And that quote’s from the bank’s own president. Back in the halcyon days, little Ameribank from West Virginia coal country decided its future lay in Palm Beach County.

Never mind that Palm Beach County is one of the nation’s most hotly contested banking markets. The folks from Ameribank opened shop and started throwing money at subprime loans. Now — surprise, surprise — Ameribank is hemorrhaging money and has raised regulators’ eyebrows.

And what about the lending strategy? “It was stupid beyond belief,” Ameribank’s new president tells the Post’s Randy Diamond in this story.

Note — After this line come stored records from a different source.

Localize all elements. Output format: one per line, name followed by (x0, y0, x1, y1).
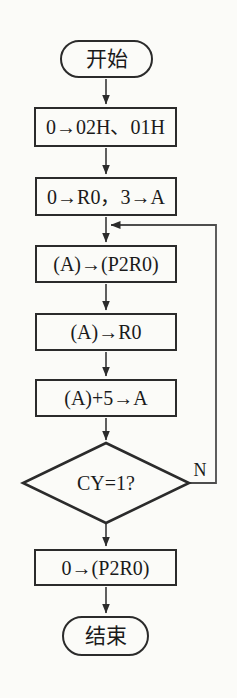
node-label: 结束 (85, 626, 127, 647)
node-end-terminal: 结束 (62, 616, 149, 656)
node-label: 0→R0，3→A (47, 187, 165, 207)
node-label: 0→(P2R0) (62, 558, 150, 578)
node-label: 开始 (86, 49, 128, 70)
node-process-store: (A)→(P2R0) (35, 245, 177, 283)
node-label: CY=1? (77, 472, 135, 494)
node-label: 0→02H、01H (46, 117, 165, 137)
node-process-init-reg: 0→R0，3→A (35, 177, 177, 216)
node-start-terminal: 开始 (60, 40, 153, 78)
node-label: (A)+5→A (64, 388, 148, 408)
branch-label-n: N (189, 461, 211, 479)
node-label: (A)→(P2R0) (53, 254, 159, 274)
node-decision-label: CY=1? (35, 472, 177, 494)
node-process-add: (A)+5→A (35, 379, 177, 417)
flowchart-canvas: 开始 0→02H、01H 0→R0，3→A (A)→(P2R0) (A)→R0 … (0, 0, 237, 698)
node-process-clear: 0→(P2R0) (34, 549, 177, 586)
node-process-init-mem: 0→02H、01H (34, 107, 177, 147)
node-process-move: (A)→R0 (35, 313, 177, 351)
node-label: (A)→R0 (70, 322, 141, 342)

Permalink | Comments (32) | Categories: Jeff Ostrowski

Comments

By Drive By Media Victim

March 7, 2008 12:08 PM | Link to this

What about the 42% of Florida homes owned free and clear that DON’T EVEN HAVE A MORTGAGE!! The sleazy news media forgot to tell you about that!!This slam reporting by The Palm Beach Post is why our market is the worst in Florida. Much worse than even Miami where prices are actually UP! After a four year noose media GANG-BANG of the housing market every one is paying the price! See how many ways nasty reporters at The Palm Beach Post slammed real estate:

1.Routinely MASQUERADING foreclosure and distressed property consultants as impartial real estate experts whose always negative comments became a self full-filling prophecy TO SCARE AWAY HOMEBUYERS! Foreclosure consultants make lots of money when there are lots of foreclosures!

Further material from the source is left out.